To revert to what was said a moment ago, it may be urged that no sufficient cause is shown for Miriam's determination. What had she undergone? A little poverty, a little love affair, a little sickness. But what brought Paul to the disciples at Damascus? A light in the sky and a vision. What intensity of light, what brilliancy of vision, would be sufficient to change the belief and the character of a modern man of the world or a professional politician? Paul had that in him which could be altered by the pathetic words of the Crucified One, "I am He whom thou persecutest." The man of the world or the politician would evade an appeal from the heaven of heavens, backed by the glory of seraphim and archangel. Miriam had a vitality, a susceptibility or fluidity of character—call it what you will—which did not need great provocation. There are some mortals on this earth to whom nothing more than a certain, summer morning very early, or a certain chance idea in a lane ages ago, or a certain glance from a fellow-creature dead for years, has been the Incarnation, the Crucifixion, the Resurrection, or the Descent of the Holy Ghost.
A man now old and nearing his end is known to Miriam's biographer, who one Sunday November afternoon, when he was but twenty years old, met a woman in a London street and looked in her face. Neither he nor she stopped for an instant; he looked in her face, passed on, and never saw her again. He married, had children, who now have children, but that woman's face has never left him, and the colours of the portrait which hangs in his soul's oratory are as vivid as ever. A thousand times has he appealed to it; a thousand times has it sat in judgment; and a thousand times has its sacred beauty redeemed him.
Miriam wrote to Miss Tippit expressing her newly-formed wish. Miss Tippit, with some doubts as to her friend's fitness for the duty, promised to do what she could; and at last, after complete recovery, Miriam was allowed to begin a kind of apprenticeship to the art of nursing in a small hospital, recommended by Miss Tippit's friend, the doctor. One morning, a bright day in June, she was taken there. When the door opened, there was disclosed a long white room with beds on either side, and a broad passage down the middle. The walls were relieved by a few illuminated sentences, scriptural and secular; women dressed in a blue uniform were moving about noiselessly, and one of the physicians on the staff, with some students or assistants, was standing beside a patient happily unconscious, and demonstrating that he could not live. Round one of the beds a screen was drawn; Miriam did not quite know what it meant, but she guessed and shuddered. She passed on to a little room at the end, and here she was introduced to her new mistress, the lady-superintendent. She was a small, well-formed woman of about thirty, with a pale thin face, lightish brown hair, grey eyes, and thinnish lips. She also was dressed in uniform, but with a precision and grace which showed that though the material might be the same as that used by her underlings, it was made up at the West End. She was evidently born to command, as little women often are. It was impossible to be five minutes in her company without being affected by her domination. Her very clothes felt it, for not a rebellious wrinkle or crease dared to show itself. The nurses came to her almost every moment for directions, which were given with brevity and clearness, and obeyed with the utmost deference. The furniture was like that of a yacht, very compact, scrupulously clean, and very handy. There was a complete apparatus for instantaneously making tea, a luxurious little armchair specially made for its owner, a minute writing-case, and, for decorations, there were dainty and delicate water-colours. Half-a-dozen books lay about, a novel or two of the best kind, and two or three volumes of poems.
"You wish to become a nurse?" said Miss Dashwood.
"Yes."
"I am afraid you hardly know what it is, and that when you do know you will find it very disagreeable. So many young women come here with entirely false notions as to their duties."
Miriam was silent; Miss Dashwood's manner depressed her.
"However, you can try. You will have to begin at the very bottom. I always insist on this with my probationers. It teaches them how the work ought to be done, and, in addition, proper habits of subordination. For three months you will have to scrub the floors and assist in keeping the wards in order."
Miriam had imagined that she would at once be asked to watch over grateful patients, to give them medicine, and read to them. However, she was determined to go through with her project, and she assented. The next morning saw her in coarse clothes, busy with a pail and soap and water. It was very hard. She was not a Catholic novice; she was not penetrated with the great religious idea that, done in the service of the Master, all work is alike in dignity; she had, in fact, no religion whatever, and she was confronted with a trial severe even to an enthusiast received into a nunnery with all the pomp of a gorgeous ritual and sustained by the faith of ages.
Specially troublesome was her new employment to Miriam, because she was by nature so unmethodical and careless. Perhaps there are no habits so hard to overcome as those of general looseness and want of system. They are often associated with abundance of energy. The corners are not shirked through fatigue, but there is an unaccountable persistency in avoiding them, which resolution and preaching are alike unable to conquer. The root of the inconsistency is a desire speedily to achieve results. To keep this desire in subjection, to shut the eyes to results, but patiently to remove the dust to the last atom of it lying in the dark angle, is a good part of self-culture.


• WHAT IS REQUIRED: Take the lines below from the first through the one that contains "Image is 868x461 pixels." and copy them exactly.

(Records from a dataset)
▶

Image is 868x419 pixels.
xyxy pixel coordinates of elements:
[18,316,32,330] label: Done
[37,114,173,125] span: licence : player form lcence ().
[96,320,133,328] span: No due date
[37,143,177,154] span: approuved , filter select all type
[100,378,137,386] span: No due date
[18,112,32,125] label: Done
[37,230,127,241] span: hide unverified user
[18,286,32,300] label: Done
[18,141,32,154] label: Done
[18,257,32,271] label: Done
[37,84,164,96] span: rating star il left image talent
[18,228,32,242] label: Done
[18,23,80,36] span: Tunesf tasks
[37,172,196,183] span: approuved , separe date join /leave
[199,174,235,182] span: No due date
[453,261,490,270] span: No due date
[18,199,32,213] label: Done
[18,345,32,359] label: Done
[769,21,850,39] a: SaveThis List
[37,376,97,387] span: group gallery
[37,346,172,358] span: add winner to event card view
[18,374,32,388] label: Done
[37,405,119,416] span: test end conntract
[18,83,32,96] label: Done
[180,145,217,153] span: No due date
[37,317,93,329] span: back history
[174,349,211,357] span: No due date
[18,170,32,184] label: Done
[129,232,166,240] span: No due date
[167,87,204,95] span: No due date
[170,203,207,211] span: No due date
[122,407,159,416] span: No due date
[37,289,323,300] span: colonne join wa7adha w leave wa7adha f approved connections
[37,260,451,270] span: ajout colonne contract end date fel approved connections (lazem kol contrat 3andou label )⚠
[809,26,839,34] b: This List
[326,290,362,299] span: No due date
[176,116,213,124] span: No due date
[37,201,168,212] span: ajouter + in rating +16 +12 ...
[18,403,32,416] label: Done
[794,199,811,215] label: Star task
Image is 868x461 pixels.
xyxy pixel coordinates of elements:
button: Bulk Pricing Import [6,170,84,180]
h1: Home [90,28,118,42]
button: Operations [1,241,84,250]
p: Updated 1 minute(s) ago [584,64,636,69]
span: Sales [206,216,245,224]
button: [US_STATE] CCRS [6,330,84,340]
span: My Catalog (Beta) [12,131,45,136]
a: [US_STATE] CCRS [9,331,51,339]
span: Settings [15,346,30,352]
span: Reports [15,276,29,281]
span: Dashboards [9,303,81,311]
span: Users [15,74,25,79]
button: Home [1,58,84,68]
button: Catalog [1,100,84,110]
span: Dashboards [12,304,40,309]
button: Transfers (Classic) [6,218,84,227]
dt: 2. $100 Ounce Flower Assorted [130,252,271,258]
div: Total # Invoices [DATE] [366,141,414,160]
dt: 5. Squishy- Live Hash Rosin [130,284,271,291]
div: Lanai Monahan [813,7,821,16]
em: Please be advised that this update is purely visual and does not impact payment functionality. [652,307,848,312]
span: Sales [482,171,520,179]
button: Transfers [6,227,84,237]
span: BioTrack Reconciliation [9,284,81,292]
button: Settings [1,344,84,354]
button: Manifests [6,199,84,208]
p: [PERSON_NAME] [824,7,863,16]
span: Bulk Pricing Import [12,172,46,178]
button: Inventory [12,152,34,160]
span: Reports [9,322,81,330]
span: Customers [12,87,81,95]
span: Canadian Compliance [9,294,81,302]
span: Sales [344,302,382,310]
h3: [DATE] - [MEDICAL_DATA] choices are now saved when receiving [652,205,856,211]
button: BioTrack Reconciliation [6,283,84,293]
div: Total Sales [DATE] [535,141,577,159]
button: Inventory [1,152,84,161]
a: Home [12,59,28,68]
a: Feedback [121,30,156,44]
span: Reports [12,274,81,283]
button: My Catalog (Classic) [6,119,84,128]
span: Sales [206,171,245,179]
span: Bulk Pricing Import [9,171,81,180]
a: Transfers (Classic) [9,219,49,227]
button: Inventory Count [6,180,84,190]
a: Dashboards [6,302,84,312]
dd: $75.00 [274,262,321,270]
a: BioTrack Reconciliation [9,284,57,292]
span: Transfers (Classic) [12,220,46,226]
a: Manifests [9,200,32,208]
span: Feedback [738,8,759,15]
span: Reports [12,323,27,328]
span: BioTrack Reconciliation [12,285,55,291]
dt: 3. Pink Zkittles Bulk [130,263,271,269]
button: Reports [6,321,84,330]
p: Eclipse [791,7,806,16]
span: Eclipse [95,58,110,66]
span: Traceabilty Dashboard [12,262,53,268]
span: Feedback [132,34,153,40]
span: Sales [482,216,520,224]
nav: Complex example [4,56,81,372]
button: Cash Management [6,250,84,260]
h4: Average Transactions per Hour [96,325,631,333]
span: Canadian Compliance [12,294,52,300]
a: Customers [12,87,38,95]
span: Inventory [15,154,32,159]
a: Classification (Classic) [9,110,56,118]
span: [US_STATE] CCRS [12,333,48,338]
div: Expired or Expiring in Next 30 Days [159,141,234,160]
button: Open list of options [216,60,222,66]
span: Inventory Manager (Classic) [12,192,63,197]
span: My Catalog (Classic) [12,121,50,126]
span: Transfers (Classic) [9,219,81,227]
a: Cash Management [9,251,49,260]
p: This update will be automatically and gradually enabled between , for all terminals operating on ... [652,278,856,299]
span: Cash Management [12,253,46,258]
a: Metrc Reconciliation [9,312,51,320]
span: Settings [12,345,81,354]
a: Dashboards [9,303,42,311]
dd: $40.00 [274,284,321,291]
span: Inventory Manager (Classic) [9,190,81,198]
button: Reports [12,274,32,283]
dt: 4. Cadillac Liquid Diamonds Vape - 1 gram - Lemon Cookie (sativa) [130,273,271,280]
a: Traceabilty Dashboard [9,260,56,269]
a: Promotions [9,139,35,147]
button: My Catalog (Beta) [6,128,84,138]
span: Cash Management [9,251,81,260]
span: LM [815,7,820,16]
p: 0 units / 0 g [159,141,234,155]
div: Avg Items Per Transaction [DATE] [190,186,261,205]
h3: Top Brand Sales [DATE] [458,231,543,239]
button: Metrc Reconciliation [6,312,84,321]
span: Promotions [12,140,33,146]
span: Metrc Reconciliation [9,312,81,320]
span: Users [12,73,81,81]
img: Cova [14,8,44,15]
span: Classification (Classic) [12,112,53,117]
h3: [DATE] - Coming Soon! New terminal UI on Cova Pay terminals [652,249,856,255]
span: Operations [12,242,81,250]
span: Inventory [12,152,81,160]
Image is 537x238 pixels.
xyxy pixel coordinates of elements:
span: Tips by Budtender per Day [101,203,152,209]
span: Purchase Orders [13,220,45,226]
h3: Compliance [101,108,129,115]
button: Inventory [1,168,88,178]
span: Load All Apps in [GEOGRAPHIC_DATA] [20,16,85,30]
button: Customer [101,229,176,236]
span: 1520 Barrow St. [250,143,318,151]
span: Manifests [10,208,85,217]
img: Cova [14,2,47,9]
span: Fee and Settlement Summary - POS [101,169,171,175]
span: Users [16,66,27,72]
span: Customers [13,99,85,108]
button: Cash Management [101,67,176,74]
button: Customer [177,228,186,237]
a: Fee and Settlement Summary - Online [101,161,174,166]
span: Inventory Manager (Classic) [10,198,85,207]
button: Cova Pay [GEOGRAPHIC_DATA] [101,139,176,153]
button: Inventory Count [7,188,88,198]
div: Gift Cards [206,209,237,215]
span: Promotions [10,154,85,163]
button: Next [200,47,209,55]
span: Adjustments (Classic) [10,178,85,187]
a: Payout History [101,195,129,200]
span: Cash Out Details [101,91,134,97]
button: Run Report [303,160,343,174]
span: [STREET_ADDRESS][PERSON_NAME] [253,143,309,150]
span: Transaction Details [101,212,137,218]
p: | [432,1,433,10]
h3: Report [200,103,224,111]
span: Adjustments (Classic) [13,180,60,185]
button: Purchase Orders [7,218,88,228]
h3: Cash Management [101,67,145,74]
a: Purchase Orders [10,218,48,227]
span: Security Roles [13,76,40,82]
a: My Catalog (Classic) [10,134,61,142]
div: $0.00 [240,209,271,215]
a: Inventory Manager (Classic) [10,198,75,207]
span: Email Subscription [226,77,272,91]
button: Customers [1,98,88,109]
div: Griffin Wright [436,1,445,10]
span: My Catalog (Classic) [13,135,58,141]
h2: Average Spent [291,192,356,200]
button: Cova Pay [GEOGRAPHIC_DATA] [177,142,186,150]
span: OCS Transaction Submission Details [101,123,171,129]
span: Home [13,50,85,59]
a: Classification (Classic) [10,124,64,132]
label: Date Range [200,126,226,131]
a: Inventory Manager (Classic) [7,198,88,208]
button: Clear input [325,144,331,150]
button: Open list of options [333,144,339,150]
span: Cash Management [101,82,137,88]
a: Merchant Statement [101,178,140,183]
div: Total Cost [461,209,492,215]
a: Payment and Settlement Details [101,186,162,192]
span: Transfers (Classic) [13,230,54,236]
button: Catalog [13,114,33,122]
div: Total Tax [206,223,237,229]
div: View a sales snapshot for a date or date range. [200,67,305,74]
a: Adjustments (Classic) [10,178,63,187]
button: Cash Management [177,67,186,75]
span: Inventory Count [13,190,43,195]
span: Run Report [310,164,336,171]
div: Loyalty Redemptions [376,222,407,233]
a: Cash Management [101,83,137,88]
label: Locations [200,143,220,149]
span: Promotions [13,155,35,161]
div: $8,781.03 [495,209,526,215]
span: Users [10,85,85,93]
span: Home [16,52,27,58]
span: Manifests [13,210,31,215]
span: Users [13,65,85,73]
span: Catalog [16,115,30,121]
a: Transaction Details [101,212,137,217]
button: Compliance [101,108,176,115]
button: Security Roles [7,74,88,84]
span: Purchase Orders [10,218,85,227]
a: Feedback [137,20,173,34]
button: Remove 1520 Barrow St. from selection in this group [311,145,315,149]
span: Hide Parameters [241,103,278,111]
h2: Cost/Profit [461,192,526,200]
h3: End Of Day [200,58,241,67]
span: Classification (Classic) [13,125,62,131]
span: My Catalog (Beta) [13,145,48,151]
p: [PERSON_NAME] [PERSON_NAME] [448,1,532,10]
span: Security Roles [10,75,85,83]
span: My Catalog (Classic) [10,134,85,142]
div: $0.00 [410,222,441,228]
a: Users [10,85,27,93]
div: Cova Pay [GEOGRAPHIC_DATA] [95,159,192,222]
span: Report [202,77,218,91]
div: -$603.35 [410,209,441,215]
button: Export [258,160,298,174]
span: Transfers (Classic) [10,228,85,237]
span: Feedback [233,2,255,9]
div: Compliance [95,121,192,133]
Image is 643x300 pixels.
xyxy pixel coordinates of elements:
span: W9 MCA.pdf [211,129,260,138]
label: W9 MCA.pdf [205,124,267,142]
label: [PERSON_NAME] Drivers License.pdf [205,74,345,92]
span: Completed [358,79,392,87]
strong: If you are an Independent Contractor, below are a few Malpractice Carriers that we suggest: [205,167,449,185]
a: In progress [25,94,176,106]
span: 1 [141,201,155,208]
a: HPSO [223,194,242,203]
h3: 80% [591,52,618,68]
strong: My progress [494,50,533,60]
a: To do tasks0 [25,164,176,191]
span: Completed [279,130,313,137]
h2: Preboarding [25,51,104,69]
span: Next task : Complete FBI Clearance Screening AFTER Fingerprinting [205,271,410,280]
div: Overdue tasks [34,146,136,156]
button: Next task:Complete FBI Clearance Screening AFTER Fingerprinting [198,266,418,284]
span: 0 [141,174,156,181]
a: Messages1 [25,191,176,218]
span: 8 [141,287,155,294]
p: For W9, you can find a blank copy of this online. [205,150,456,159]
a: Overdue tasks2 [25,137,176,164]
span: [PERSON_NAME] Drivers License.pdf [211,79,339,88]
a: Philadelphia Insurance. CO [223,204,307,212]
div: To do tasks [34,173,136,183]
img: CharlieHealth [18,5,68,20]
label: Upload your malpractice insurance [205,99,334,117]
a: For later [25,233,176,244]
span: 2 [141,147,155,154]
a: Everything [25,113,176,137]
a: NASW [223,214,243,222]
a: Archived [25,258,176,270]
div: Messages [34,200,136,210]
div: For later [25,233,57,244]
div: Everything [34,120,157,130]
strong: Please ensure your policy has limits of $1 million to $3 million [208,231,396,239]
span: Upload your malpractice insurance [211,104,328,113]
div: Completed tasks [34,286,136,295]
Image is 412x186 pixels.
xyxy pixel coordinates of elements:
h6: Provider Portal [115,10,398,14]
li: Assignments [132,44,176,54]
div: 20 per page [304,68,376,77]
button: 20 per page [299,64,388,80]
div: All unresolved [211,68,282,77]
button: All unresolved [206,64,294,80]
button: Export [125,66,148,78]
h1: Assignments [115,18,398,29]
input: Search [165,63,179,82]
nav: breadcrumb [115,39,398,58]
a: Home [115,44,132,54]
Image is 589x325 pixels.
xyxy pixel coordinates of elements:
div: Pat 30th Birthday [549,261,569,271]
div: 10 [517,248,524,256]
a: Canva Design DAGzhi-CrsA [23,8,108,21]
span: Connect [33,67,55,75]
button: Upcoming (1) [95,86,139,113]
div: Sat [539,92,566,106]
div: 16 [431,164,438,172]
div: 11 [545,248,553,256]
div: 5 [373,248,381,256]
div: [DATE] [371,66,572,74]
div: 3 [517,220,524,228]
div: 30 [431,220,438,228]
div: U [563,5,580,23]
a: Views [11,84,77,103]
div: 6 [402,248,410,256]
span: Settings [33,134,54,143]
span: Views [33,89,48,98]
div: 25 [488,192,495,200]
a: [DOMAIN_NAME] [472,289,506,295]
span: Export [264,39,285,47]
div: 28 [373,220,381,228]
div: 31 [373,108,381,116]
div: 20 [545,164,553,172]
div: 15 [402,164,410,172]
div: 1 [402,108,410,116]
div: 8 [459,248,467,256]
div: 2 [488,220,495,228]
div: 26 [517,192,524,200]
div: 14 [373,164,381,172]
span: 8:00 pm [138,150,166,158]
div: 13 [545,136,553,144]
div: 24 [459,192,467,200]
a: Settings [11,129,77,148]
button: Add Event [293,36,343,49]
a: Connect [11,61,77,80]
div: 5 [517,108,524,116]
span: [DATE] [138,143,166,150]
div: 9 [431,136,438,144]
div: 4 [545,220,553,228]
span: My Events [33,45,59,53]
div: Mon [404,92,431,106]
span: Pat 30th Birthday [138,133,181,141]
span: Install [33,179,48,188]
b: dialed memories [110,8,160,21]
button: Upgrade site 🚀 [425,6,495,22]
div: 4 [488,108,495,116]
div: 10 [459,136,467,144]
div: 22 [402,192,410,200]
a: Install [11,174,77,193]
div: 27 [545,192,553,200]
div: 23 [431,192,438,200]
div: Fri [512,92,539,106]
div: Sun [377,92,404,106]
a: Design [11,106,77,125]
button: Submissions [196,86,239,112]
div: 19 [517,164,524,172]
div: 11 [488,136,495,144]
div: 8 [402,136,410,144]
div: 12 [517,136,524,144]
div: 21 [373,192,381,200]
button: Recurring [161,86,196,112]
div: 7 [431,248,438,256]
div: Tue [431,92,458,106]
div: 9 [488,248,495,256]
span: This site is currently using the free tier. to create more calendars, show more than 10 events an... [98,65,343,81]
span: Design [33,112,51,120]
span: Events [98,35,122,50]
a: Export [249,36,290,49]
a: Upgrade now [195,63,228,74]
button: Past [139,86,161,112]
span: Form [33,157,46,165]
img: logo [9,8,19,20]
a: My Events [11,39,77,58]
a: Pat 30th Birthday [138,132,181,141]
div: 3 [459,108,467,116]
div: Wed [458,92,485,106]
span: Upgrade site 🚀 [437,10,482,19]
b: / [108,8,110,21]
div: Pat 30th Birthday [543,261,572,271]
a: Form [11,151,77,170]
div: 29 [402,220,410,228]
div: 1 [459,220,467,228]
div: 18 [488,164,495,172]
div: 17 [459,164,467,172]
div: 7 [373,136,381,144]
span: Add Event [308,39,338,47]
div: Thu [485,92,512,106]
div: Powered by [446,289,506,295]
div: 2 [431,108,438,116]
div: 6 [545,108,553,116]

◀

• WRITTEN ANSWER:
Image is 868x419 pixels.
xyxy pixel coordinates of elements:
[18,316,32,330] label: Done
[37,114,173,125] span: licence : player form lcence ().
[96,320,133,328] span: No due date
[37,143,177,154] span: approuved , filter select all type
[100,378,137,386] span: No due date
[18,112,32,125] label: Done
[37,230,127,241] span: hide unverified user
[18,286,32,300] label: Done
[18,141,32,154] label: Done
[18,257,32,271] label: Done
[37,84,164,96] span: rating star il left image talent
[18,228,32,242] label: Done
[18,23,80,36] span: Tunesf tasks
[37,172,196,183] span: approuved , separe date join /leave
[199,174,235,182] span: No due date
[453,261,490,270] span: No due date
[18,199,32,213] label: Done
[18,345,32,359] label: Done
[769,21,850,39] a: SaveThis List
[37,376,97,387] span: group gallery
[37,346,172,358] span: add winner to event card view
[18,374,32,388] label: Done
[37,405,119,416] span: test end conntract
[18,83,32,96] label: Done
[180,145,217,153] span: No due date
[37,317,93,329] span: back history
[174,349,211,357] span: No due date
[18,170,32,184] label: Done
[129,232,166,240] span: No due date
[167,87,204,95] span: No due date
[170,203,207,211] span: No due date
[122,407,159,416] span: No due date
[37,289,323,300] span: colonne join wa7adha w leave wa7adha f approved connections
[37,260,451,270] span: ajout colonne contract end date fel approved connections (lazem kol contrat 3andou label )⚠
[809,26,839,34] b: This List
[326,290,362,299] span: No due date
[176,116,213,124] span: No due date
[37,201,168,212] span: ajouter + in rating +16 +12 ...
[18,403,32,416] label: Done
[794,199,811,215] label: Star task
Image is 868x461 pixels.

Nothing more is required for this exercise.